Monday, 17 October 2016

Group tutorial

During our group tutorial we went through where everybody was with their cop3 and see how we could benefit from each others feedback since all of us in the group are working on applied animation.
Since our last tutorial, as advised I have restricted myself to the age group of 3-5 year old children since it is most significant for developmental milestones.
Skills such as naming colours, showing affection, and hopping on one foot are called developmental milestones. Developmental milestones are things most children can do by a certain age. Children reach milestones in how they play, learn, speak, behave, and move (like crawling, walking, or jumping). As children grow into early childhood, their world begins to open up. They will become more independent and begin to focus more on adults and children outside of the family. They will want to explore and ask about the things around them even more. Their interactions with family and those around them will help to shape their personality and their own ways of thinking and moving. During this stage, children should be able to ride a tricycle, use safety scissors, notice a difference between girls and boys, help to dress and undress themselves, play with other children, recall part of a story, and sing a song.
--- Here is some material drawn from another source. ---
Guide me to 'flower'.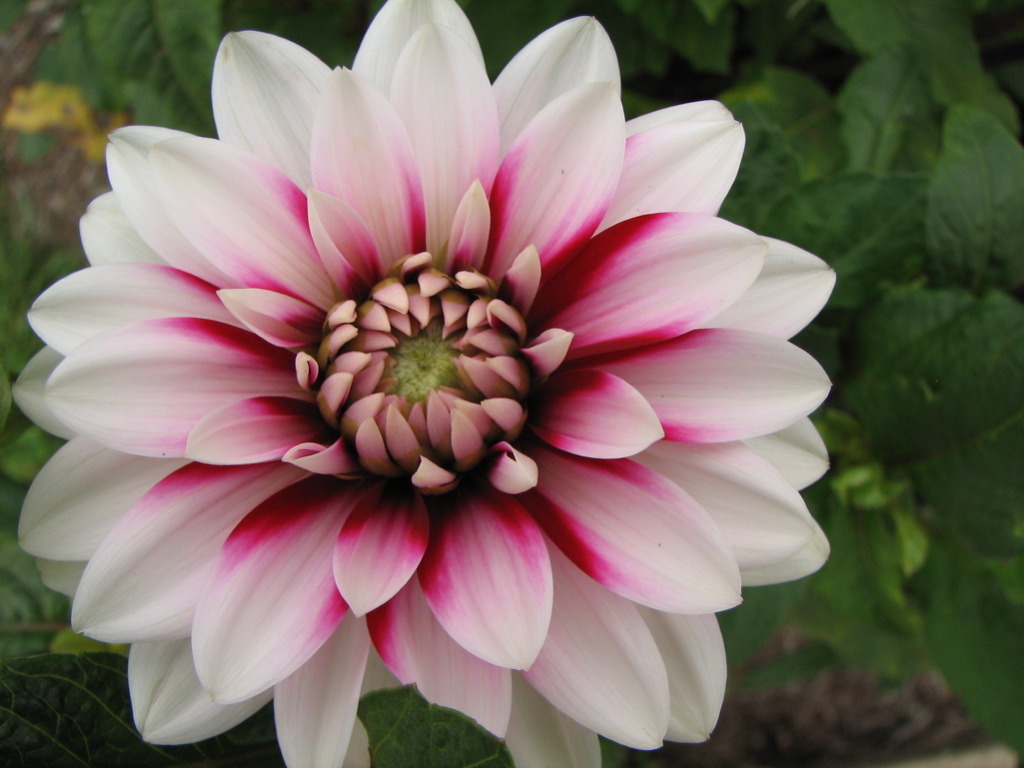
Guidance: region(0, 34, 883, 767).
I also did some research on child development with the use of media. To be specific I found a really good book on it:
Strasburger, V.C., Wilson, B.J., and Jordan, A.B. (2008) Children, Adolescents, and the media- 2nd edition, Los Angeles: Sage Publications

Here is a few notes I took from it:
First of all media can act as "incidental language teacher". Research (Rice, 1984-1990) have established that television programs have the potential to encourage children to understand and use new words, however it is  still debatable whether it helps with grammar or equation solving skills.
Watching Dora the Explorer, Blues Clues, Arthur, Clifford and Dragon Tales resulted in greater vocabularies and higher expressive language scores; however Teletubbies was related to fewer vocabulary words and smaller expressive language score; Sesame Street was related only to smaller expressive language scores, Barney was related to fewer vocabulary words and more expressive language. The outcome showed that the more interactive the show the more it encourages children to use vocabulary, and the simpler the language the more it children learn expressive language instead of broadening their vocabulary.
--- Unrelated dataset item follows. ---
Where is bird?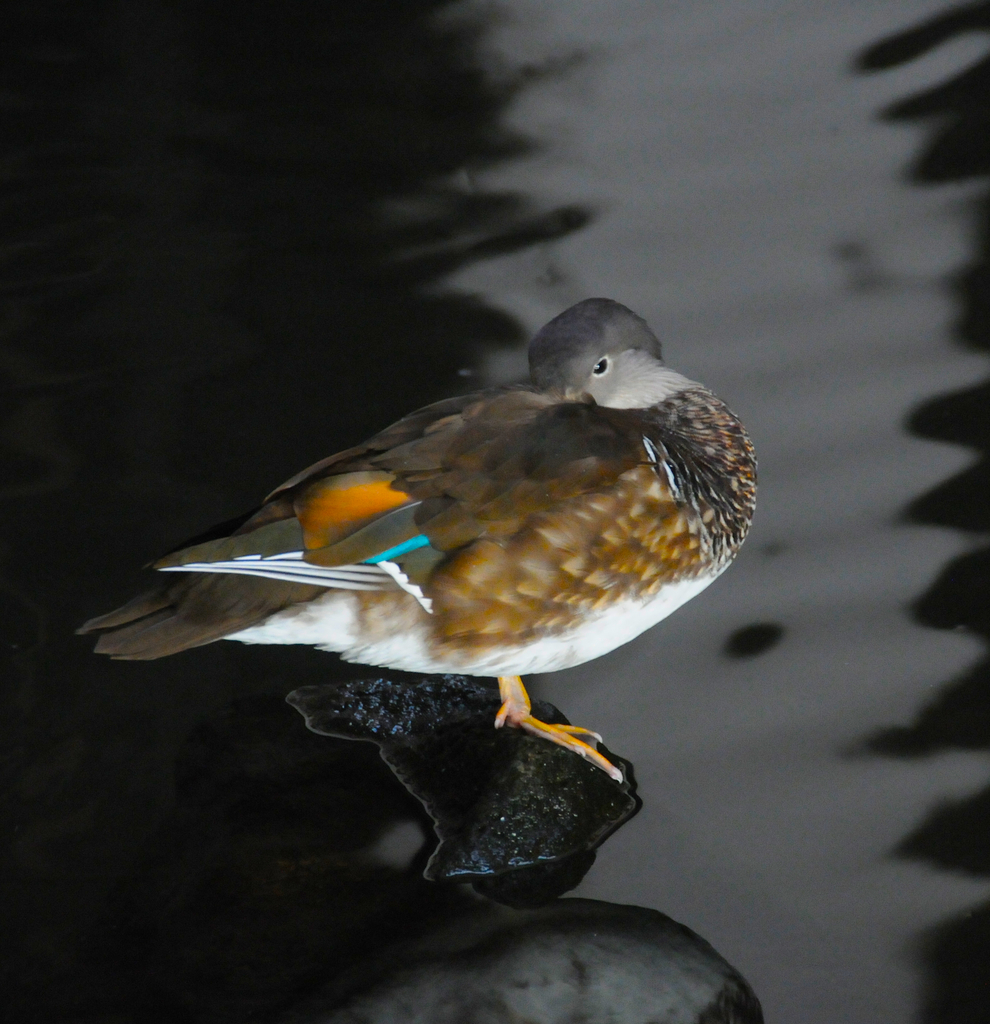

Second of all, Anderson Cooper throughout his research with Sesame Street, Gullah Gullah Island and Blues Clues has provided convincing evidence that children are active and engaged viewers. In one study Anderson has replaced the Sesame Street soundtrack with Greek. They found that children pay less attention when they couldn't understand the content. They came to this conclusion that when the child is not engaged in the television program if they determine that the content is nonsensical. 
And Third of all I h ave learned that children are more engaged in the television program when a parent is involved in the viewing. Even if the parent is not saying anything just watching with the child, the child feels more engaged. This is why some child programmes try to involve adults as well by involving jokes or at least minor content for adults. However it is hard to engage parents without disengaging the children because of the huge age gap and therefore relevant topics.
The feedback that I got from it was to look into games and see if they could be relevant, however I am not so sure about broadening my research field because I have tried to narrow it down already because at the start it was too broad and i figured it would get me nowhere.
Another thing I was told to consider was the trans-media aspect of educational animation, how the narrative or characters would translate to games, books, applications and other. 
Also I got some good feedback on considering different strategies for educational animation such as Pixar. I argued that Pixar's animation is more entertainment than education, however the counter- argument was that maybe it is a clever strategy of education, after all children do take some educational value from Pixar's movies such as mental health (Inside Out) or growing up (Toy Story).
This made me think that it might just be a great strategy to take a more entertaining approach. 
In a nutshell a very beneficial group tutorial!